Review: The Emperor’s New Clothes

If you think Elvis, Tupac, and Biggy Smalls are still alive, you’re likely to swoon over Alan Taylor’s trivial piece of historical revisionism.

The Emperor’s New Clothes

If you think Elvis, Tupac, and Biggy Smalls are still alive, you’re likely to swoon over Alan Taylor’s trivial piece of historical revisionism, The Emperor’s New Clothes. Looks like Napoleon (Ian Holm) may not have died on St. Helena in 1821 after all. Trading places with a common drunk, the Emperor makes his way back to Paris and finds love with a common woman named Pumpkin (Iben Hjejlie), who sells melons and gourds to the local community without much of marketing plan. Over in St. Helena, Napoleon’s body double farts, drinks and thinks of penetrating Poland, all the while putting on a convincing show for the stodgy British troops outside his window. Holm is predictably effective in his double role yet this is a solo act for the master thespian. As adapted from Simon Leys novel The Death of Napoleon, The Emperor’s New Clothes has relatively little to say about the film’s gauche Napoleon doppelganger finding vengeance in isolation and the real emperor finding his spirit amid the poor. While Rachel Portman’s score may effectively eschew the nauseating fairy-tale whimsy of Chocolat, the film’s tedious pacing and Taylor’s perpetually morose color palette is nowhere up to par. The director mostly plays it straight, turning Leys’s fable into a listless climb down the social ladder. An oblivious Taylor even fails to have fun with the irony of an entire country forgetting what their Emperor once looked like.

Score: 
 Cast: Ian Holm, Iben Hjejle, Tim McInnerny, Tom Watson, Nigel Terry, Murray Melvin, Eddie Marsan, Hugh Bonneville, Clive Russell  Director: Alan Taylor  Screenwriter: Kevin Malony, Alan Taylor, Herbie Wave  Distributor: Paramount Classics  Running Time: 107 min  Rating: PG  Year: 2001  Buy: Video

Ed Gonzalez

Ed Gonzalez is the co-founder of Slant Magazine. A member of the New York Film Critics Circle, his writing has appeared in The Village Voice, The Los Angeles Times, and other publications.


Activity » As written and without pictures, set down the lines from the one that contains "is (402, 789)." through the end of the data.

Given data »

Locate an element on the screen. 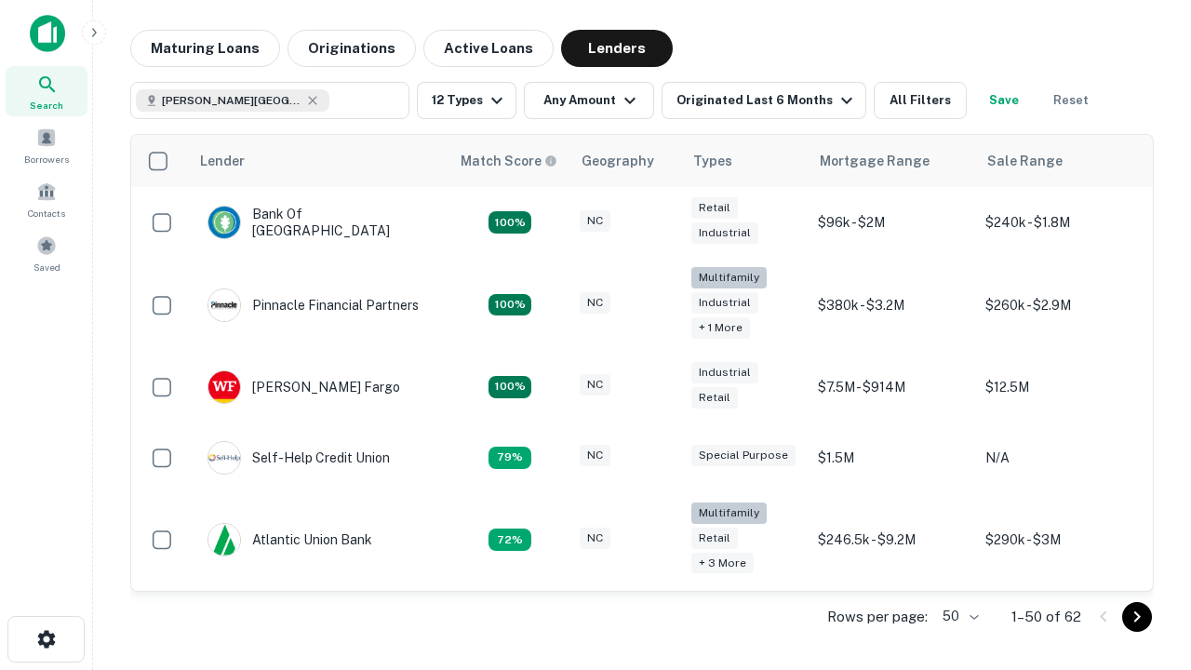 This screenshot has width=1191, height=670. button: Reset is located at coordinates (1071, 100).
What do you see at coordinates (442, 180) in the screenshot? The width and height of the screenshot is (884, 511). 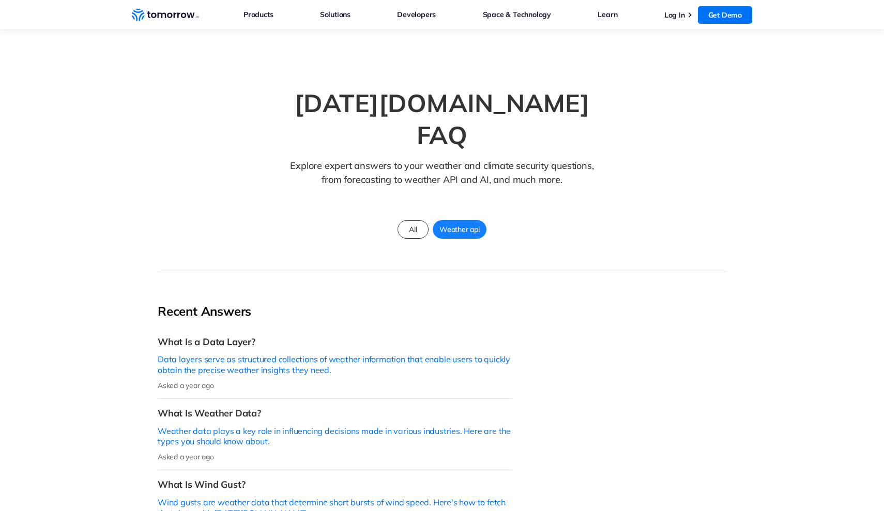 I see `p: Explore expert answers to your weather and climate security questions, from forecasting to weathe...` at bounding box center [442, 180].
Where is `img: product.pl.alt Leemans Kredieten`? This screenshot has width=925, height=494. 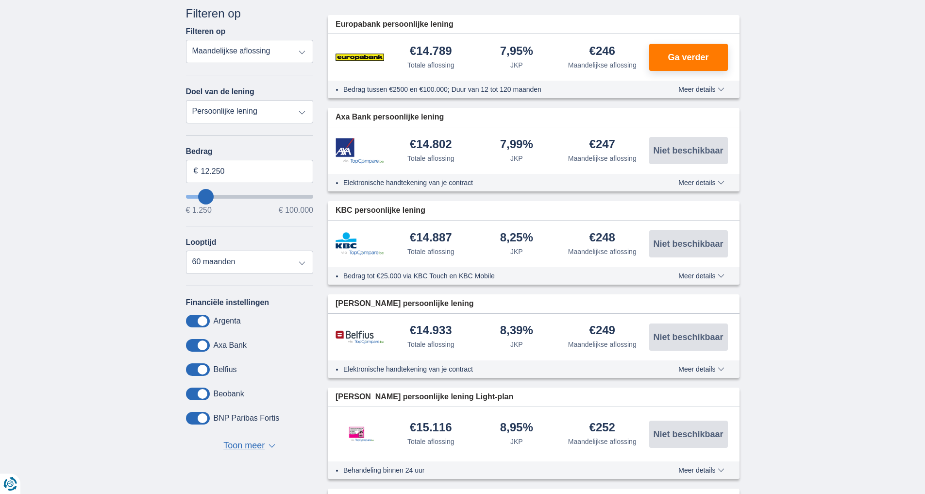
img: product.pl.alt Leemans Kredieten is located at coordinates (360, 434).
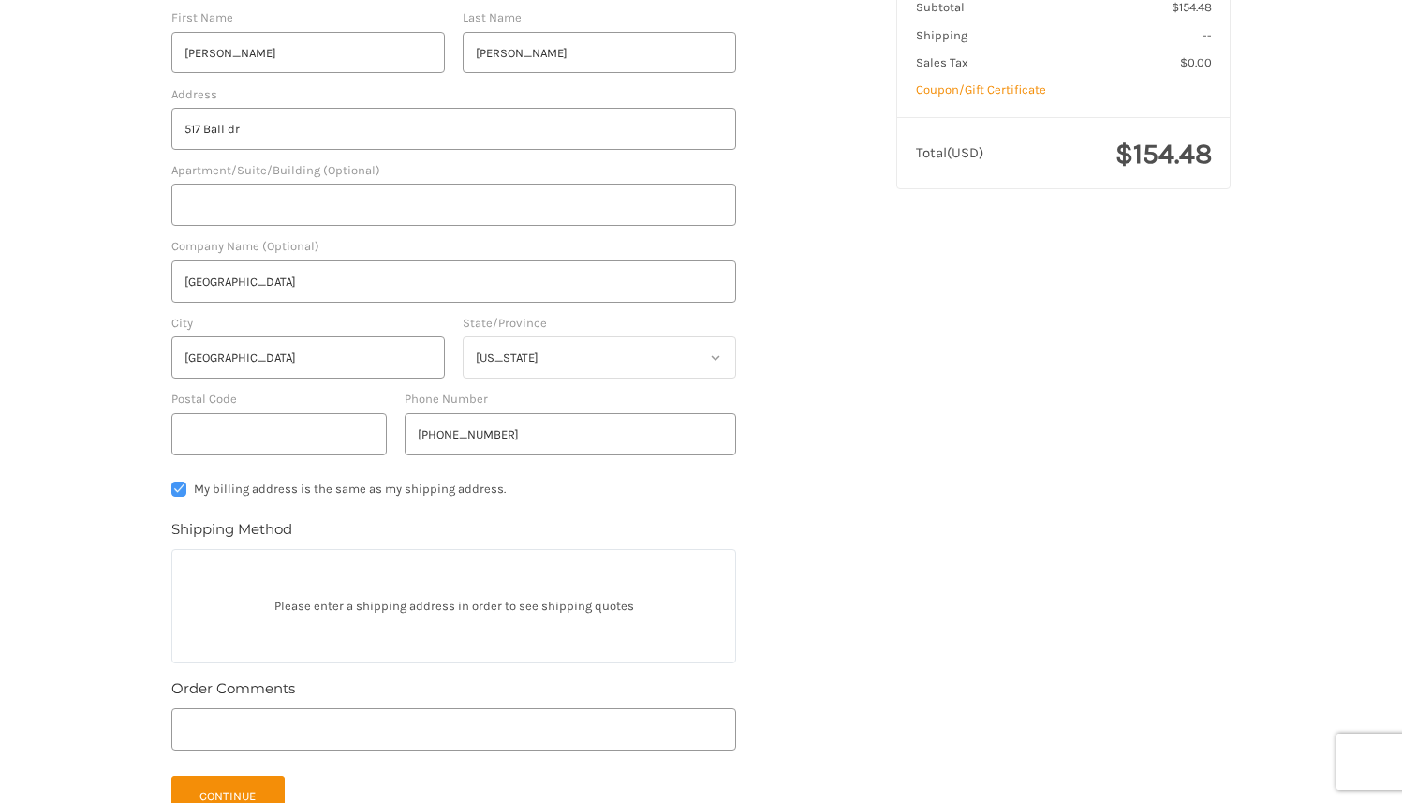 The width and height of the screenshot is (1402, 803). What do you see at coordinates (950, 153) in the screenshot?
I see `span: Total (USD)` at bounding box center [950, 153].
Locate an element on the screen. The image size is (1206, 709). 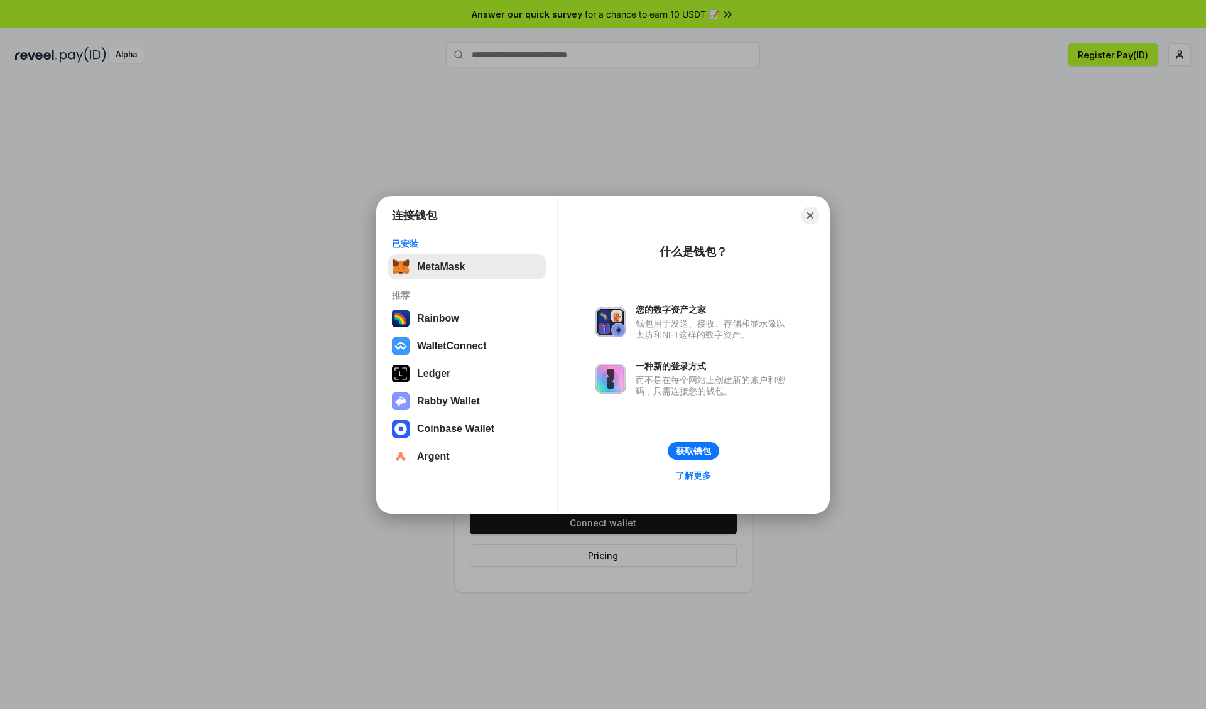
img: svg+xml,%3Csvg%20xmlns%3D%22http%3A%2F%2Fwww.w3.org%2F2000%2Fsvg%22%20width%3D%2228%22%20height%3... is located at coordinates (401, 374).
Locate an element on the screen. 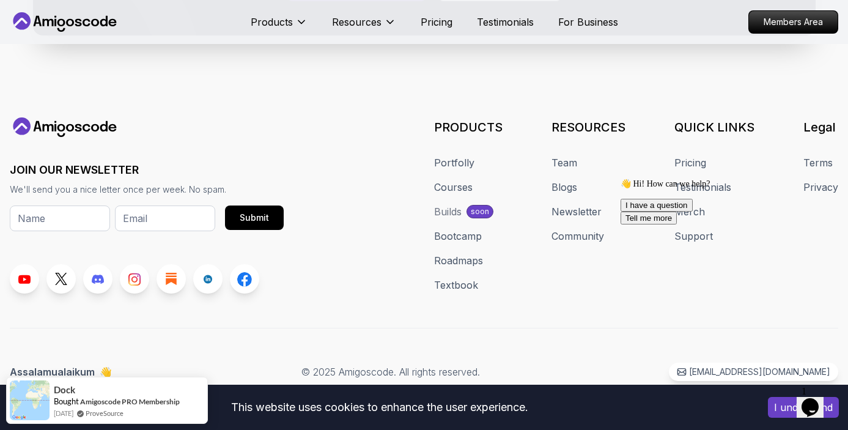  a: LinkedIn link is located at coordinates (208, 279).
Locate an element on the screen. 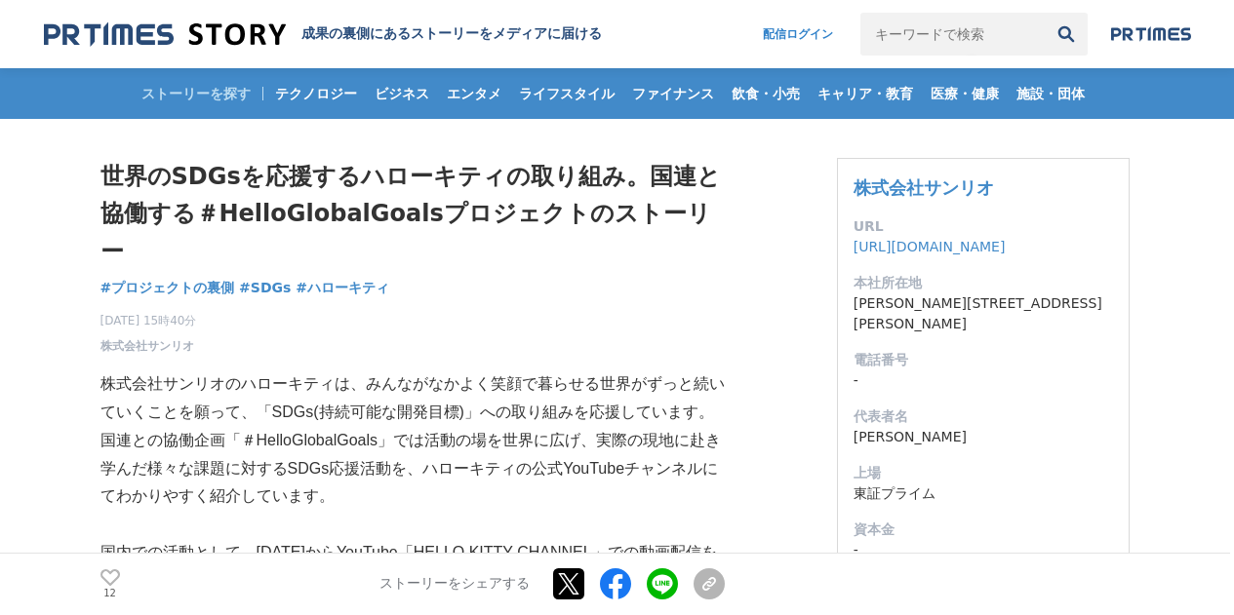 The width and height of the screenshot is (1234, 615). p: ストーリーをシェアする is located at coordinates (455, 585).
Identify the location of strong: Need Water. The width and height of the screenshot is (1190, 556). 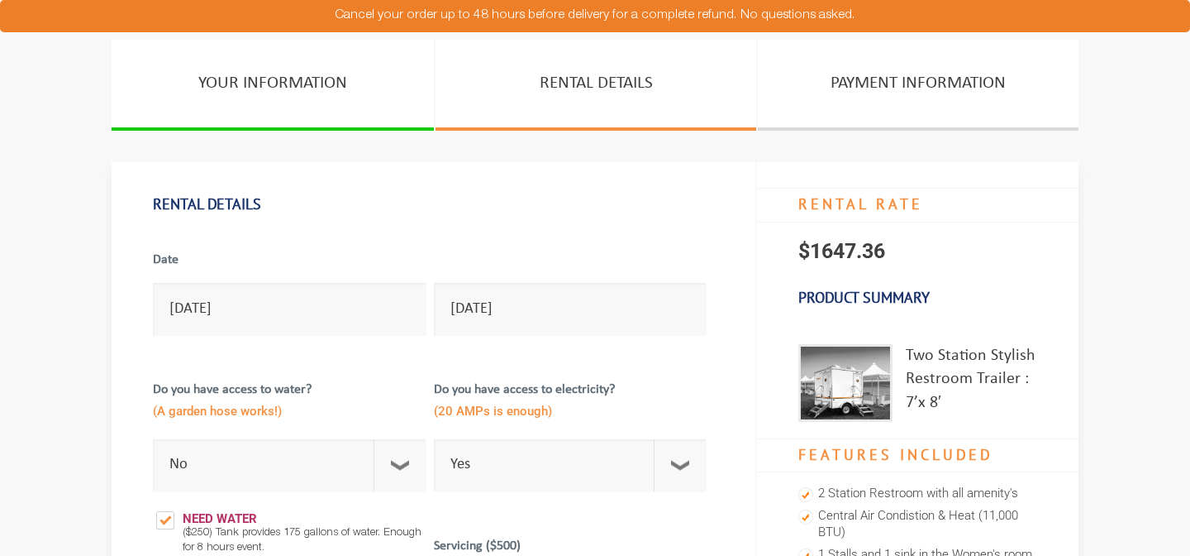
(220, 518).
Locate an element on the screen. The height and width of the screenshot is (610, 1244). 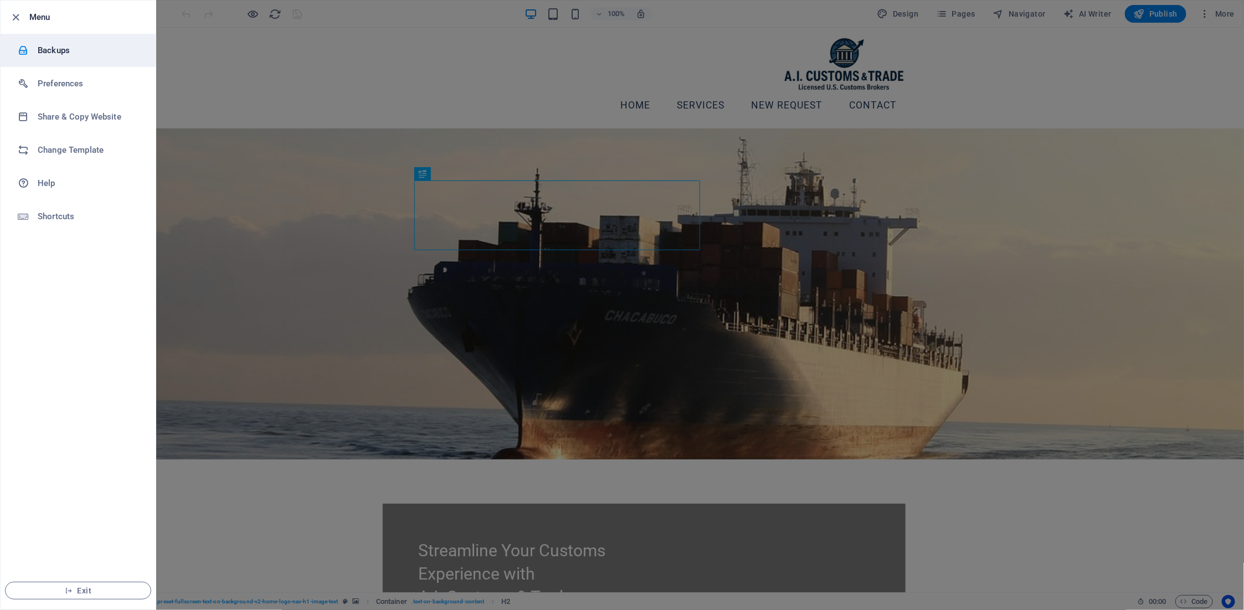
h6: Change Template is located at coordinates (89, 150).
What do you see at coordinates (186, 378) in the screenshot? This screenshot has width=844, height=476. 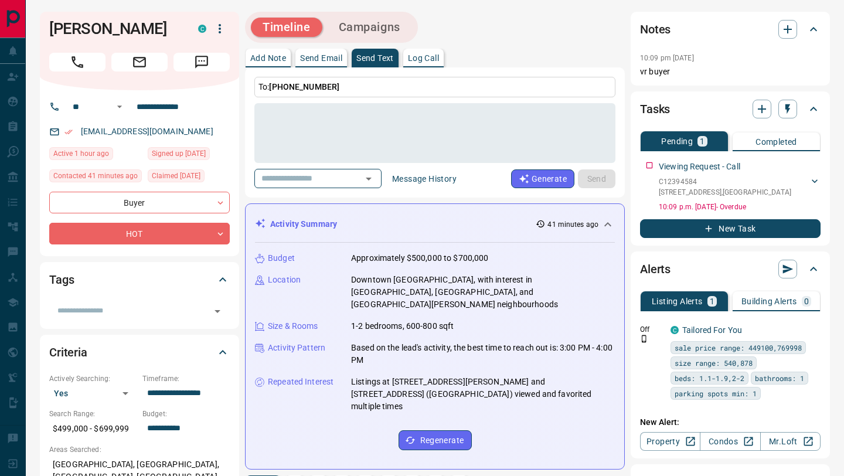 I see `p: Timeframe:` at bounding box center [186, 378].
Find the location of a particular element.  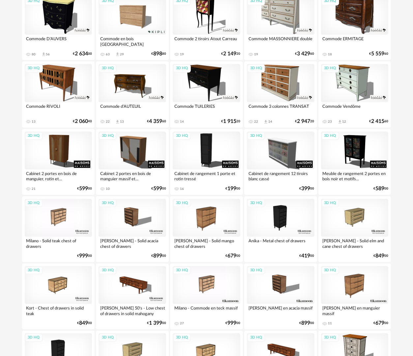

div: Commode RIVOLI is located at coordinates (58, 109).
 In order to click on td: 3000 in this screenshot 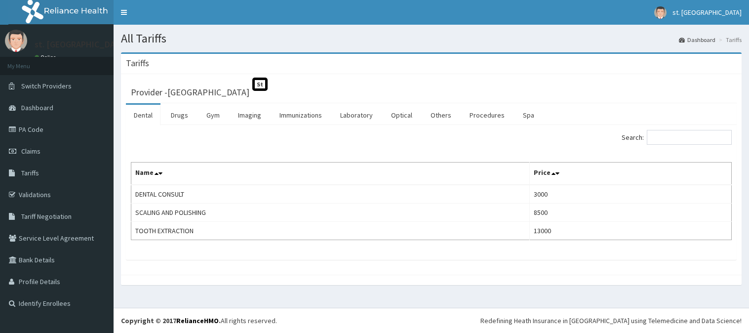, I will do `click(630, 194)`.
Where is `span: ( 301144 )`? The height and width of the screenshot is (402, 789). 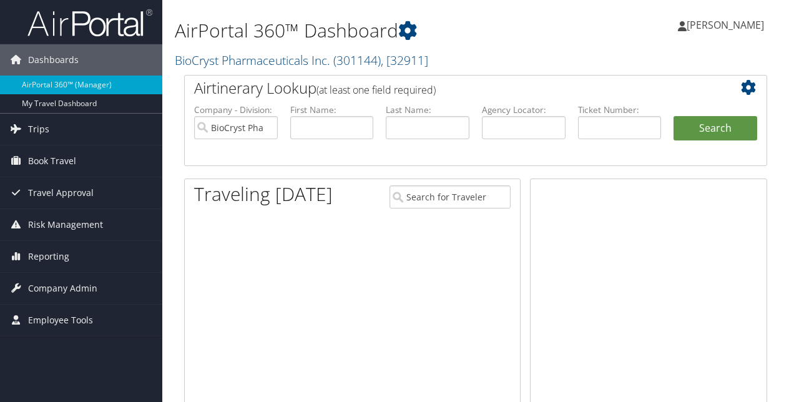
span: ( 301144 ) is located at coordinates (357, 60).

Your solution »
Where is `span: ( 301144 )`? The height and width of the screenshot is (402, 789). 
span: ( 301144 ) is located at coordinates (357, 60).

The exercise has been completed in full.